Worse, there is no credible plan for how to make up the shortfall in energy generation.

Danny Price, the founder and managing director of consulting firm Frontier Economics, was quoted recently as saying: “We’re told all the time that renewables are the cheapest form of power, and we could get prices down with more renewables – that’s not happening anywhere.”

Price went on to argue that “batteries play a real role in the national electricity market, but even if we have many more batteries we’re not going to get what we need” because “you’ll have energy but not for a long period of time, and it’s very expensive”.

It should go without saying, but expensive energy that doesn’t last long is not a recipe to give Australians comfort at a time of heightened uncertainty in Europe and the Asia-Pacific region.

However, Germany’s fate is not (yet) Australia’s. We are blessed with a bounty of natural resources, including more than 2000 years’ worth of coal and about 30 per cent of the world’s known uranium deposits. We have more than enough of our own domestic energy supplies to power industry for decades and to develop our own sovereign manufacturing capability.

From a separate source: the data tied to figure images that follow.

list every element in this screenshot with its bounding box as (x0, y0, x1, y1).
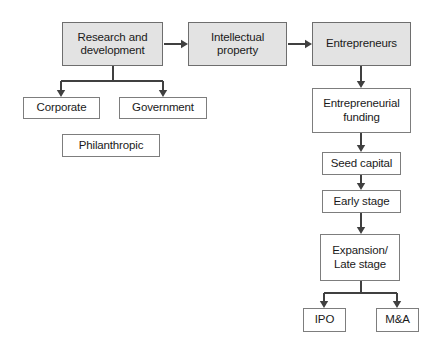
arrowhead-expansion-to-ma (393, 301, 401, 308)
arrowhead-early-to-expansion (357, 227, 365, 234)
node-early-stage[interactable]: Early stage (322, 190, 401, 213)
node-m-and-a[interactable]: M&A (376, 308, 419, 332)
arrowhead-rd-to-government (159, 90, 167, 97)
arrowhead-seed-to-early (357, 183, 365, 190)
arrowhead-rd-to-ip (181, 40, 188, 48)
node-research-and-development[interactable]: Research and development (62, 22, 163, 66)
flow-diagram: Research and developmentIntellectual pro… (0, 0, 436, 351)
node-expansion-late-stage[interactable]: Expansion/ Late stage (320, 234, 400, 281)
arrowhead-ip-to-entrepreneurs (305, 40, 312, 48)
arrowhead-expansion-to-ipo (320, 301, 328, 308)
node-seed-capital[interactable]: Seed capital (322, 152, 401, 175)
node-corporate[interactable]: Corporate (23, 97, 100, 119)
arrowhead-funding-to-seed (357, 145, 365, 152)
arrowhead-rd-to-corporate (57, 90, 65, 97)
node-entrepreneurs[interactable]: Entrepreneurs (312, 22, 411, 66)
arrowhead-entrepreneurs-to-funding (357, 81, 365, 88)
node-philanthropic[interactable]: Philanthropic (62, 134, 160, 157)
node-ipo[interactable]: IPO (303, 308, 346, 332)
node-intellectual-property[interactable]: Intellectual property (188, 22, 287, 66)
node-government[interactable]: Government (119, 97, 207, 119)
node-entrepreneurial-funding[interactable]: Entrepreneurial funding (312, 88, 411, 133)
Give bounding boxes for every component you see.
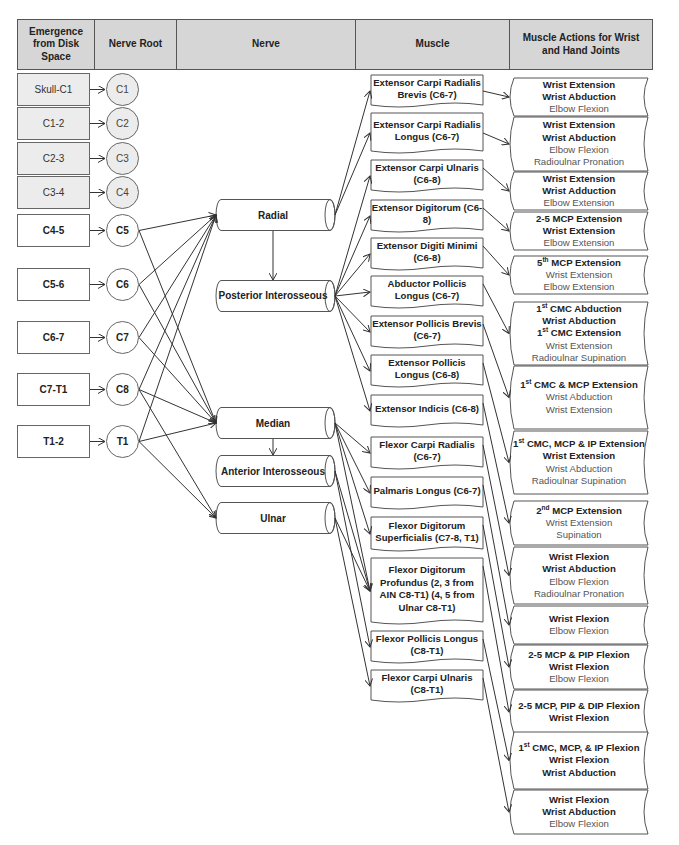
action-line: Wrist Extension bbox=[543, 119, 615, 131]
action-line: Wrist Extension bbox=[543, 79, 615, 91]
action-line: Wrist Extension bbox=[546, 340, 612, 352]
muscle-action-box: Wrist FlexionWrist AbductionElbow Flexio… bbox=[510, 790, 648, 834]
muscle-action-box: 5th MCP ExtensionWrist ExtensionElbow Ex… bbox=[510, 256, 648, 294]
nerve-root-circle: C1 bbox=[106, 73, 139, 106]
action-line: Elbow Flexion bbox=[549, 818, 609, 830]
muscle-box: Flexor Carpi Radialis (C6-7) bbox=[371, 437, 483, 469]
nerve-root-circle: C8 bbox=[106, 373, 139, 406]
segment-box: C2-3 bbox=[17, 142, 90, 175]
nerve-muscle-diagram: Emergence from Disk Space Nerve Root Ner… bbox=[0, 0, 679, 845]
action-line: Wrist Abduction bbox=[542, 767, 616, 779]
nerve-posterior-interosseous: Posterior Interosseous bbox=[216, 280, 330, 311]
action-line: Wrist Flexion bbox=[549, 794, 609, 806]
nerve-root-circle: C5 bbox=[106, 214, 139, 247]
muscle-box: Extensor Pollicis Brevis (C6-7) bbox=[371, 316, 483, 348]
muscle-box: Flexor Pollicis Longus (C8-T1) bbox=[371, 631, 483, 663]
muscle-box: Extensor Carpi Ulnaris (C6-8) bbox=[371, 160, 483, 192]
muscle-box: Flexor Digitorum Superficialis (C7-8, T1… bbox=[371, 517, 483, 551]
muscle-box: Extensor Digiti Minimi (C6-8) bbox=[371, 238, 483, 270]
muscle-box: Extensor Digitorum (C6-8) bbox=[371, 200, 483, 232]
action-line: Wrist Abduction bbox=[546, 391, 612, 403]
muscle-box: Extensor Carpi Radialis Longus (C6-7) bbox=[371, 113, 483, 153]
nerve-root-circle: T1 bbox=[106, 425, 139, 458]
action-line: Elbow Flexion bbox=[549, 103, 609, 115]
header-muscle-actions: Muscle Actions for Wrist and Hand Joints bbox=[509, 19, 653, 70]
nerve-root-circle: C3 bbox=[106, 142, 139, 175]
action-line: Elbow Extension bbox=[544, 197, 615, 209]
action-line: Radioulnar Supination bbox=[532, 475, 626, 487]
muscle-action-box: 1st CMC & MCP ExtensionWrist AbductionWr… bbox=[510, 366, 648, 429]
action-line: Elbow Extension bbox=[544, 281, 615, 293]
segment-box: C3-4 bbox=[17, 176, 90, 209]
action-line: Wrist Extension bbox=[546, 269, 612, 281]
action-line: Wrist Abduction bbox=[542, 806, 616, 818]
header-emergence: Emergence from Disk Space bbox=[17, 19, 95, 70]
muscle-action-box: 1st CMC, MCP, & IP FlexionWrist FlexionW… bbox=[510, 732, 648, 789]
muscle-box: Abductor Pollicis Longus (C6-7) bbox=[371, 276, 483, 308]
action-line: Wrist Flexion bbox=[549, 613, 609, 625]
muscle-action-box: Wrist FlexionElbow Flexion bbox=[510, 606, 648, 644]
segment-box: C7-T1 bbox=[17, 373, 90, 406]
action-line: 2-5 MCP & PIP Flexion bbox=[528, 649, 629, 661]
segment-box: T1-2 bbox=[17, 425, 90, 458]
action-line: Wrist Flexion bbox=[549, 712, 609, 724]
muscle-box: Extensor Pollicis Longus (C6-8) bbox=[371, 355, 483, 387]
nerve-median: Median bbox=[216, 408, 330, 439]
action-line: Wrist Flexion bbox=[549, 754, 609, 766]
muscle-box: Extensor Carpi Radialis Brevis (C6-7) bbox=[371, 75, 483, 107]
action-line: Wrist Adduction bbox=[542, 185, 616, 197]
muscle-box: Flexor Carpi Ulnaris (C8-T1) bbox=[371, 670, 483, 702]
nerve-anterior-interosseous: Anterior Interosseous bbox=[216, 456, 330, 487]
segment-box: C1-2 bbox=[17, 107, 90, 140]
muscle-box: Flexor Digitorum Profundus (2, 3 from AI… bbox=[371, 558, 483, 624]
action-line: Wrist Extension bbox=[543, 450, 615, 462]
nerve-root-circle: C6 bbox=[106, 268, 139, 301]
action-line: Elbow Extension bbox=[544, 237, 615, 249]
action-line: Wrist Abduction bbox=[542, 132, 616, 144]
action-line: Elbow Flexion bbox=[549, 576, 609, 588]
action-line: Wrist Extension bbox=[546, 517, 612, 529]
action-line: Wrist Flexion bbox=[549, 661, 609, 673]
muscle-action-box: 2-5 MCP & PIP FlexionWrist FlexionElbow … bbox=[510, 645, 648, 689]
muscle-box: Extensor Indicis (C6-8) bbox=[371, 395, 483, 427]
action-line: Supination bbox=[556, 529, 601, 541]
action-line: 1st CMC & MCP Extension bbox=[520, 379, 638, 391]
action-line: Radioulnar Pronation bbox=[534, 156, 624, 168]
nerve-radial: Radial bbox=[216, 200, 330, 231]
header-nerve-root: Nerve Root bbox=[94, 19, 177, 70]
header-nerve: Nerve bbox=[176, 19, 356, 70]
action-line: Elbow Flexion bbox=[549, 673, 609, 685]
action-line: 1st CMC, MCP & IP Extension bbox=[513, 438, 645, 450]
action-line: Wrist Abduction bbox=[542, 91, 616, 103]
action-line: Elbow Flexion bbox=[549, 625, 609, 637]
action-line: Wrist Abduction bbox=[542, 315, 616, 327]
action-line: 2-5 MCP, PIP & DIP Flexion bbox=[518, 700, 640, 712]
muscle-action-box: Wrist ExtensionWrist AbductionElbow Flex… bbox=[510, 117, 648, 171]
action-line: Wrist Extension bbox=[546, 404, 612, 416]
muscle-action-box: 1st CMC AbductionWrist Abduction1st CMC … bbox=[510, 302, 648, 365]
muscle-action-box: 2nd MCP ExtensionWrist ExtensionSupinati… bbox=[510, 501, 648, 545]
action-line: Elbow Flexion bbox=[549, 144, 609, 156]
action-line: Wrist Extension bbox=[543, 173, 615, 185]
action-line: Wrist Flexion bbox=[549, 551, 609, 563]
segment-box: Skull-C1 bbox=[17, 73, 90, 106]
muscle-action-box: Wrist ExtensionWrist AdductionElbow Exte… bbox=[510, 172, 648, 210]
action-line: Wrist Abduction bbox=[542, 563, 616, 575]
action-line: Radioulnar Pronation bbox=[534, 588, 624, 600]
muscle-action-box: Wrist FlexionWrist AbductionElbow Flexio… bbox=[510, 547, 648, 604]
muscle-action-box: 2-5 MCP ExtensionWrist ExtensionElbow Ex… bbox=[510, 212, 648, 250]
action-line: 1st CMC Abduction bbox=[536, 303, 621, 315]
header-muscle: Muscle bbox=[355, 19, 510, 70]
action-line: 5th MCP Extension bbox=[537, 257, 621, 269]
muscle-action-box: 1st CMC, MCP & IP ExtensionWrist Extensi… bbox=[510, 431, 648, 494]
segment-box: C5-6 bbox=[17, 268, 90, 301]
action-line: Wrist Extension bbox=[543, 225, 615, 237]
action-line: Wrist Abduction bbox=[546, 463, 612, 475]
nerve-root-circle: C4 bbox=[106, 176, 139, 209]
muscle-action-box: Wrist ExtensionWrist AbductionElbow Flex… bbox=[510, 78, 648, 116]
nerve-ulnar: Ulnar bbox=[216, 503, 330, 534]
action-line: Radioulnar Supination bbox=[532, 352, 626, 364]
segment-box: C6-7 bbox=[17, 321, 90, 354]
action-line: 2nd MCP Extension bbox=[536, 505, 622, 517]
muscle-action-box: 2-5 MCP, PIP & DIP FlexionWrist Flexion bbox=[510, 690, 648, 734]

Australia, in other words, doesn’t need to do a U-turn yet. But we do need to follow the first rule of holes: when you are in one, stop digging.

The policy of net-zero emissions by 2050 is fast making coal unviable, and the legislative ban on nuclear power in Australia remains uncontested among the political class.

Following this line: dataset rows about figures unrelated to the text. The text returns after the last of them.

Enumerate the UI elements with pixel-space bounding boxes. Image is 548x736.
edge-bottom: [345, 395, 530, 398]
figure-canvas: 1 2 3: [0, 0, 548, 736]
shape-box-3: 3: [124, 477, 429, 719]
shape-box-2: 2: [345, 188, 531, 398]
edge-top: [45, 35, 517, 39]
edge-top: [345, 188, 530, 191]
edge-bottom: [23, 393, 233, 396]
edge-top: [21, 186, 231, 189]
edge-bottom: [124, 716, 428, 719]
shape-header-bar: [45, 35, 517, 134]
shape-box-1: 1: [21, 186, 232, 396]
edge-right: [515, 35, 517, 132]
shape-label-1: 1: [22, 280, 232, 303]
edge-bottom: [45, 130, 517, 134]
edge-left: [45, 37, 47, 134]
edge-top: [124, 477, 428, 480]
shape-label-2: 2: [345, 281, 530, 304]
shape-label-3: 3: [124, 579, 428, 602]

Closing coal-fired power makes Australia more vulnerable to an increasingly hostile and aggressive China, which is constructing 92 new coal-fired power stations while we are shutting down ours. Meanwhile, 80 per cent of the solar panels Australia imports are made in China.

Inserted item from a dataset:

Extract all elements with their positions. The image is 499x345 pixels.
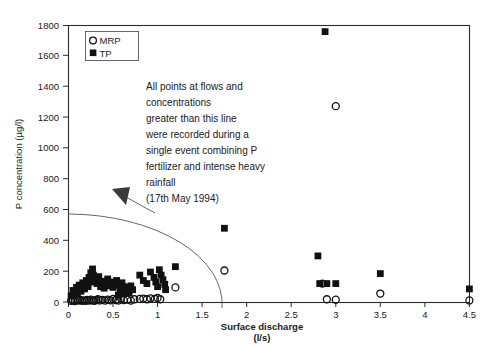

Without reliable, affordable baseload power generation capability, Australia will have no sovereign capability to manufacture the vital goods we need to operate and defend ourselves as an advanced, First World nation.

The policies adopted under the guise of the target for net-zero emissions by 2050, now pursued by all major political parties, represent an existential threat to Australia’s national security in a rapidly changing world.

Through brutal measures, Vladimir Putin, Russia’s self-styled emperor, has shown the West has no clothes when it comes to energy security.
The Australian

4 thoughts on “Self-Inflicted Energy Insecurity: Vlad Impales Wind & Solar Obsessed Europe

  1. Poetic Justice
    The incompetence on display for years from delusional “ECO Nutters” around the world is coming home to roost.
    Oil and gas will be around for quite some time to come, it’s not going anywhere. The climate change nonsense needs to be put down for good and for humanity to move on. The environment of the planet can only be improved if billions of people are raised out of poverty and not wondering where their next meal is coming from..

  2. Energy, which belongs to engineering technology, should not and cannot be expressed by “green” and “renewable”

    1. Is that the same as ‘act in haste, repent at leisure’. Guess so….the banquet one is superior though I feel.